This enlightening film starts out with a print caption stating that in 1779 George Washington ordered a major attack on Iroquois Nations and demanded the destruction and devastation of their settlements and crops. Not surprisingly, the outcome to native lands was shattering. The documentary then concentrates on a controversial art display at George Washington High School in San Francisco.
Stunning 13-panel murals created in 1936 by Russian immigrant Victor Arnautoff as part of the New Deal depict slavery, genocide, and the “ugly history” of George Washington with the center mural showing a dead native man face down on the ground. As one mother protesting the murals at a school board meeting says, my child should never be subjected to classmates telling their friends to meet them at the “dead Indian.”
School board meetings in 2019 show people speaking on both sides of the issue with viewpoints ranging from tearing down or painting over the colorful murals to letting them stay along with other artwork in the school, including murals done by 20-year-old Dewey Crumpler in 1970 that depict multi-ethnic heritage and slavery.
The documentary then veers away from school board meetings to interview artists, authors, and scholars, mostly of native heritage. The interviewed experts have multiple perspectives with many stating that the controversial murals stand as a visual record of genocide and art should not be censored. Arnautoff’s murals show that the founding father, a slave owner and land speculator, was a man with many contradictions.

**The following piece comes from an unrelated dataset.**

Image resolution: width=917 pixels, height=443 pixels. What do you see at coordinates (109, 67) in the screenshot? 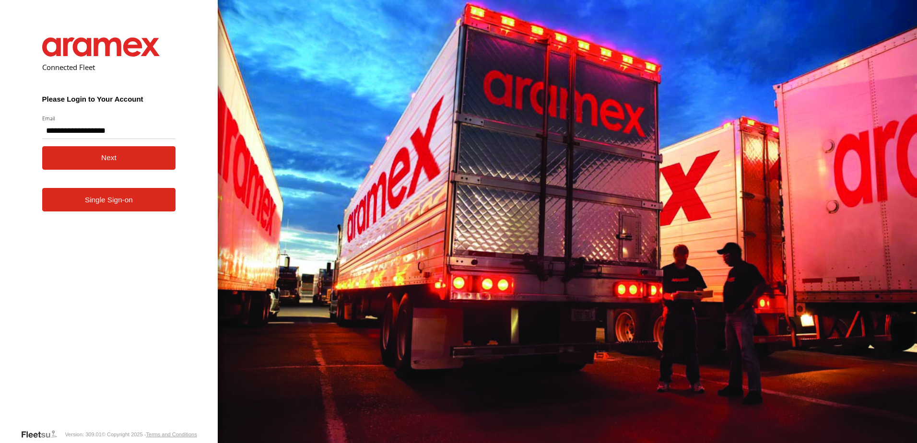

Viewers also are taken to other locations to see murals at the Great Wall of Los Angeles and art and pop culture items at the Smithsonian Natural Museum of American Indian History in Washington, DC. With recent talk of censorship and tearing down statues of Confederate heroes, this timely documentary invites discussions in U. S. history, American culture, and art classrooms and has earned a spot in school and public library collections beyond San Francisco. Recommended.